Morris smiled faintly. “And Clara, she swore she saw a bear in the woods. Cried for an hour until we convinced her it was just a shadow.” He remembered the feel of her small hand in his, clammy with fear. They were good memories, sharp and vivid, a stark contrast to the grim reality of the present.

His phone buzzed. He looked at the screen. Clara. A text message. Hey Dad, heard about the storm. Everything okay? Crazy weather out there. He stared at the screen for a moment, the simple words feeling hollow. Everything okay? No, Clara, everything was not okay. The house was slowly falling apart. Their savings were dwindling. And they were getting too old for this.

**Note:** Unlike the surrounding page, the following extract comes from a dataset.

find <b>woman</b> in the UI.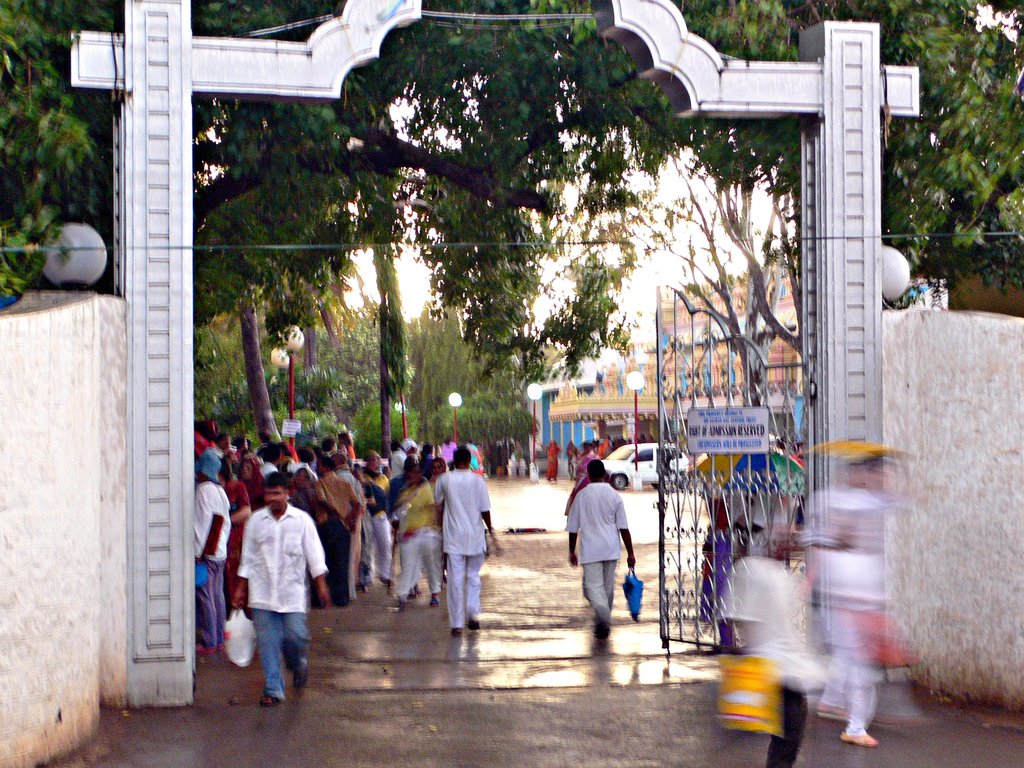
UI element at [left=360, top=450, right=395, bottom=590].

He typed back, a brief, censored reply. Rough storm. Power's back. Some damage. We'll manage. He didn’t mention the fence, the basement, the insurance. He didn’t want to burden her. She had her own life, her own pressures. A demanding job in Toronto, two young kids, a mortgage that dwarfed theirs. He knew she meant well, but there wasn't much she could do from a thousand miles away, beyond offering empty platitudes.

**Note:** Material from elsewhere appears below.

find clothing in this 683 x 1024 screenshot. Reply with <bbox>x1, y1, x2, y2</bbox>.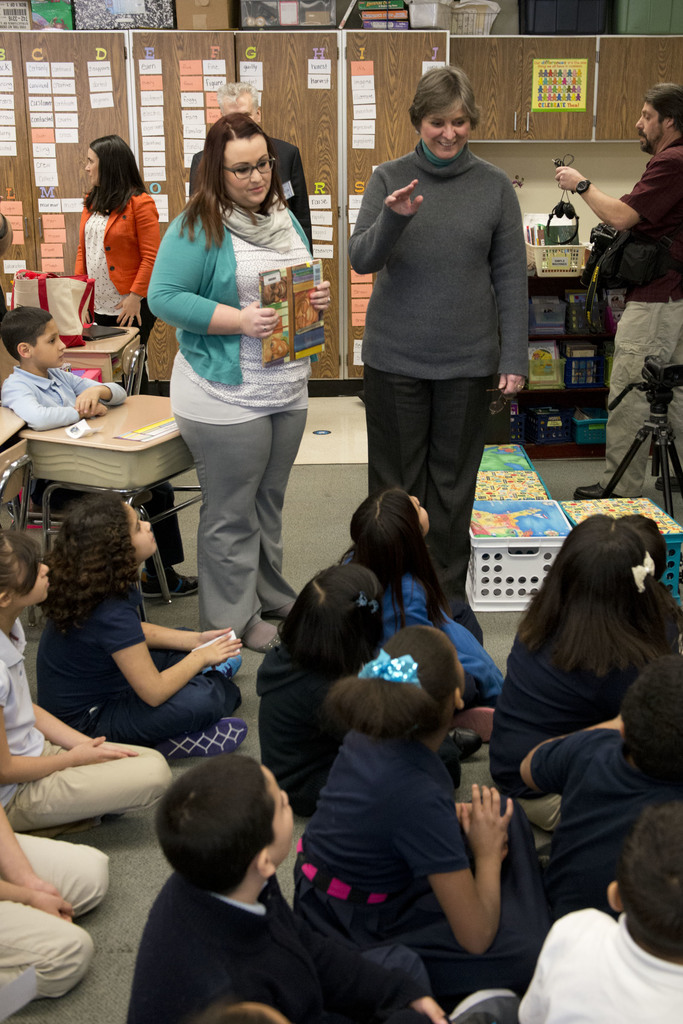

Evelyn looked at him expectantly. “Clara?” He nodded. “Just checking in.” He didn’t elaborate. They had an unspoken agreement to protect their children from the full weight of their struggles. It was a burden they carried, stoically, privately. He knew Evelyn felt the same. They didn’t want to be a source of guilt or obligation.

“It’s good they’re safe,” Evelyn said, her voice softer now, her gaze fixed on the dancing flames. “They have their own lives to live.” It was a truth, spoken without resentment, but with an underlying current of loneliness he recognized. They had raised their children to be independent, to fly far. And they had. Sometimes, too far.

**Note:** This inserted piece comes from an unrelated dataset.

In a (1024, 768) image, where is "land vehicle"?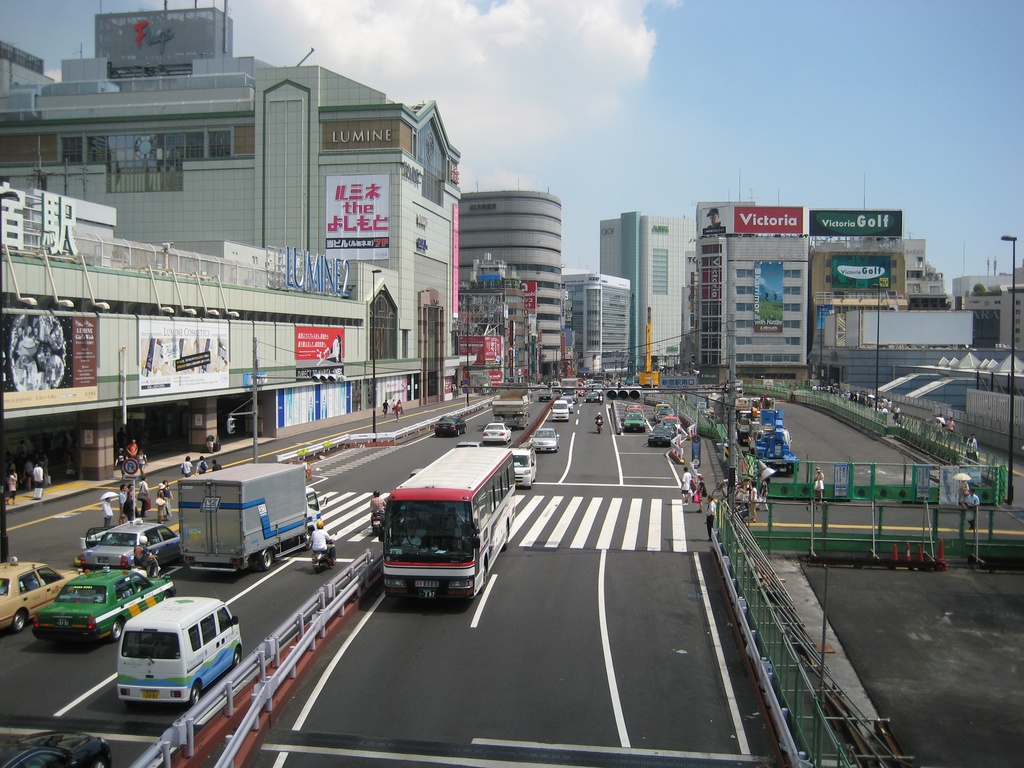
661, 416, 682, 435.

Morris watched the flames, the warmth spreading through his chest, a fleeting comfort against the pervasive cold of the house, of the world outside. The wood stove was their anchor, their small, defiant act against the winter's cruelty. He knew what tomorrow would bring: more shovelling, more assessment, more calls to contractors who would charge exorbitant rates for emergency repairs. More calls to insurance, more polite denials.

He leaned his head back against the cushion, closing his eyes. The rhythmic crackle of the fire filled the silence. He thought about the basement, the wet, rotting ceiling. He thought about the fence, lying in splintered ruin under the snow. He thought about the rising cost of everything, the relentless march of the seasons, each one bringing a new challenge. They were in a constant battle, a never-ending siege against the elements, against time itself. He felt the familiar ache in his lower back, a dull throb that had intensified with the day's work. The house, their home for over forty years, felt less like a sanctuary and more like a besieged fortress, slowly crumbling around them. He opened his eyes, staring into the heart of the fire, the orange glow reflecting in his tired eyes. He heard a faint creak from the floorboards above, a sound that wasn't the house settling, but something else, something new and unnerving, a slow, deliberate splintering that seemed to come from the deepest part of the ceiling, directly above the very section of the basement where the water had seeped in all night, and he realized with a sickening lurch that the ice dam hadn't just caused cosmetic damage, but was pulling the very structure of the house apart, piece by agonizing piece, threatening to bring it all down around them.

“He heard a faint creak from the floorboards above, a sound that wasn't the house settling, but something else, something new and unnerving, a slow, deliberate splintering that seemed to come from the deepest part of the ceiling, directly above the very section of the basement where the water had seeped in all night, and he realized with a sickening lurch that the ice dam hadn't just caused cosmetic damage, but was pulling the very structure of the house apart, piece by agonizing piece, threatening to bring it all down around them.”